Unfortunately? The gameplay sucks. Real bad. Nobody played the original Fallout games for the combat, or to initiate combat and be CC'd before you get a turn. In fact, even in the first Fallout game, those moments were rare: it's why knockdowns were largely dislocations instead of 1-3 turns of doing absolutely nothing. The one way you could end up doing this is if you took Jinxed, and at that point every enemy is doing it too.
In this game, every single melee attack has a high chance to stun an opponent... for an upwards of thirty seconds of normal gameplay, and it's boring. You'll also be subject to this by the way, and for even less fun it'll often be before you get a turn. The implications on build variety and quality of gameplay are many, and I'll leave it to you to think them through.
A final note, this game has some kind of severe memory leak. It's the sole game that has caused my computer to BSoD on me. No Man's Sky at max settings for 30 hours? No problem. X4 for 500 straight? Just fine. Star Citizen? Smooth 75 at max for hours on end. This game? Unplayable on Survival because it could, at any moment, cause my entire system to crash, and sometimes more than once an hour. I'm done.

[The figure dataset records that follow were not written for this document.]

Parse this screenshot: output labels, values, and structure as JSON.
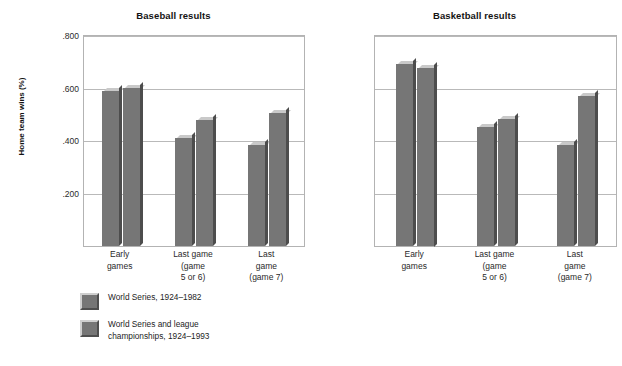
{
  "figure": {
    "ylabel": "Home team wins (%)"
  },
  "chart_data": [
    {
      "type": "bar",
      "title": "Baseball results",
      "xlabel": "",
      "ylabel": "Home team wins (%)",
      "ylim": [
        0,
        0.8
      ],
      "yticks": [
        ".200",
        ".400",
        ".600",
        ".800"
      ],
      "ytick_values": [
        0.2,
        0.4,
        0.6,
        0.8
      ],
      "grid": true,
      "legend_position": "below",
      "categories": [
        "Early games",
        "Last game (game 5 or 6)",
        "Last game (game 7)"
      ],
      "category_lines": [
        [
          "Early",
          "games"
        ],
        [
          "Last game",
          "(game",
          "5 or 6)"
        ],
        [
          "Last",
          "game",
          "(game 7)"
        ]
      ],
      "series": [
        {
          "name": "World Series, 1924–1982",
          "values": [
            0.59,
            0.41,
            0.383
          ]
        },
        {
          "name": "World Series and league championships, 1924–1993",
          "values": [
            0.602,
            0.48,
            0.505
          ]
        }
      ],
      "legend": [
        {
          "label_lines": [
            "World Series, 1924–1982"
          ]
        },
        {
          "label_lines": [
            "World Series and league",
            "championships, 1924–1993"
          ]
        }
      ]
    },
    {
      "type": "bar",
      "title": "Basketball results",
      "xlabel": "",
      "ylabel": "",
      "ylim": [
        0,
        0.8
      ],
      "yticks": [],
      "ytick_values": [
        0.2,
        0.4,
        0.6,
        0.8
      ],
      "grid": true,
      "legend_position": "below",
      "categories": [
        "Early games",
        "Last game (game 5 or 6)",
        "Last game (game 7)"
      ],
      "category_lines": [
        [
          "Early",
          "games"
        ],
        [
          "Last game",
          "(game",
          "5 or 6)"
        ],
        [
          "Last",
          "game",
          "(game 7)"
        ]
      ],
      "series": [
        {
          "name": "NBA semifinals and championships, 1967–1982",
          "values": [
            0.695,
            0.452,
            0.383
          ]
        },
        {
          "name": "NBA semifinals and championships, 1967–1993",
          "values": [
            0.68,
            0.485,
            0.572
          ]
        }
      ],
      "legend": [
        {
          "label_lines": [
            "NBA semifinals and championships,",
            "1967–1982"
          ]
        },
        {
          "label_lines": [
            "NBA semifinals and championships,",
            "1967–1993"
          ]
        }
      ]
    }
  ],
  "colors": {
    "bar_face": "#767676",
    "bar_top": "#c9c9c9",
    "bar_side": "#4d4d4d",
    "grid": "#b9b9b9",
    "axis": "#b3b3b3",
    "text": "#1a1a1a"
  }
}
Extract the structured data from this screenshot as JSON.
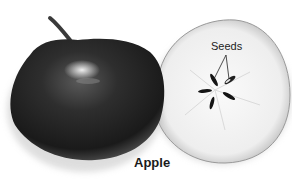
{
  "figure": {
    "caption": "Apple",
    "labels": [
      {
        "text": "Seeds",
        "target": "seeds in cross-section core"
      }
    ],
    "parts": [
      {
        "name": "whole-apple",
        "description": "dark whole apple with stem and highlight"
      },
      {
        "name": "apple-cross-section",
        "description": "pale cut slice showing star-shaped seed arrangement"
      }
    ],
    "colors": {
      "apple_dark": "#1c1c1c",
      "apple_mid": "#3a3a3a",
      "flesh": "#f4f4f4",
      "seed": "#141414"
    }
  }
}
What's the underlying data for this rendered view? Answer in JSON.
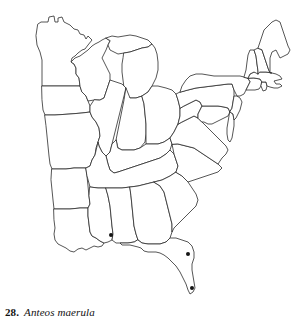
{
  "figure": {
    "kind": "species-distribution-map",
    "caption_number": "28.",
    "species_name": "Anteos maerula",
    "region_described": "Eastern United States",
    "outline_color": "#2b2b2b",
    "fill_color": "#ffffff",
    "dot_color": "#151515",
    "background_color": "#ffffff"
  },
  "map": {
    "title": "",
    "projection_note": "",
    "states": [
      {
        "id": "minnesota",
        "label": "Minnesota"
      },
      {
        "id": "iowa",
        "label": "Iowa"
      },
      {
        "id": "missouri",
        "label": "Missouri"
      },
      {
        "id": "arkansas",
        "label": "Arkansas"
      },
      {
        "id": "louisiana",
        "label": "Louisiana"
      },
      {
        "id": "wisconsin",
        "label": "Wisconsin"
      },
      {
        "id": "michigan",
        "label": "Michigan"
      },
      {
        "id": "illinois",
        "label": "Illinois"
      },
      {
        "id": "indiana",
        "label": "Indiana"
      },
      {
        "id": "ohio",
        "label": "Ohio"
      },
      {
        "id": "kentucky",
        "label": "Kentucky"
      },
      {
        "id": "tennessee",
        "label": "Tennessee"
      },
      {
        "id": "mississippi",
        "label": "Mississippi"
      },
      {
        "id": "alabama",
        "label": "Alabama"
      },
      {
        "id": "georgia",
        "label": "Georgia"
      },
      {
        "id": "florida",
        "label": "Florida"
      },
      {
        "id": "south-carolina",
        "label": "South Carolina"
      },
      {
        "id": "north-carolina",
        "label": "North Carolina"
      },
      {
        "id": "virginia",
        "label": "Virginia"
      },
      {
        "id": "west-virginia",
        "label": "West Virginia"
      },
      {
        "id": "maryland",
        "label": "Maryland"
      },
      {
        "id": "delaware",
        "label": "Delaware"
      },
      {
        "id": "pennsylvania",
        "label": "Pennsylvania"
      },
      {
        "id": "new-jersey",
        "label": "New Jersey"
      },
      {
        "id": "new-york",
        "label": "New York"
      },
      {
        "id": "connecticut",
        "label": "Connecticut"
      },
      {
        "id": "rhode-island",
        "label": "Rhode Island"
      },
      {
        "id": "massachusetts",
        "label": "Massachusetts"
      },
      {
        "id": "vermont",
        "label": "Vermont"
      },
      {
        "id": "new-hampshire",
        "label": "New Hampshire"
      },
      {
        "id": "maine",
        "label": "Maine"
      }
    ],
    "record_dots": [
      {
        "id": "record-coastal-mississippi",
        "state": "Mississippi",
        "x": 111,
        "y": 235,
        "r": 2.0
      },
      {
        "id": "record-central-florida",
        "state": "Florida",
        "x": 188,
        "y": 254,
        "r": 2.0
      },
      {
        "id": "record-south-florida",
        "state": "Florida",
        "x": 192,
        "y": 288,
        "r": 2.0
      }
    ],
    "record_count": 3
  }
}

The sole reason it gets two stars instead of one, and why I'm keeping the game itself (and only refunding the supporter packs) is because beneath all the garbage is something with infinite potential. Too bad it'll never be realized.
To start with, there’s the tutorial in the beginning. Maybe my entire problem with the game is some sort of glitch, as after picking up the biscut the game would only allow me to end the tutorial. Could be there’s a bunch of information I was to receive on how to play the game.
In the first town I managed to pick up and sell a quest item before I found out it was a quest item; rebuying said item put a dent in my cash.
There are a number of skill and ability checks in the first town. I assume that the checks are flat against your scores. I say this because there were two plotlines that I could not advance in at all, despite each having three options to check your stats against to proceed, and another that I’m still not sure why I couldn't advance. Totally fun to be locked out of multiple stories in the first place you arrive at in the game, because you didn’t build your character according to whatever design the folks who made the game had in mind.
Because of that lock out, I proceeded into the wilderness. Turned out there’s one place where you can get one of the aforementioned quest items I sold before knowing it was a quest item. Random encounters were all four-on-one against me, so that was as deadly as you can imagine. When I got to the next town I found myself backtracking, as once again I failed every skill check needed to get past a guard.
I think there’s a resting mechanic. I developed two stat penalties with no explanation as to what they were from, or how you removed them. I’m assuming there’s some rest mechanic not listed, much as there are several items that list numerical values for your Toxicity, Hunger and other stats, but I can find no way to view them while playing.
There's more, but I'm out of characters.
Honestly, Atom is a nice-looking game with a neat concept, but seems to have been developed by people with a 1980s adventure game mindset of “Flail about and get frustrated trying to figure out how to do the most basic thing.”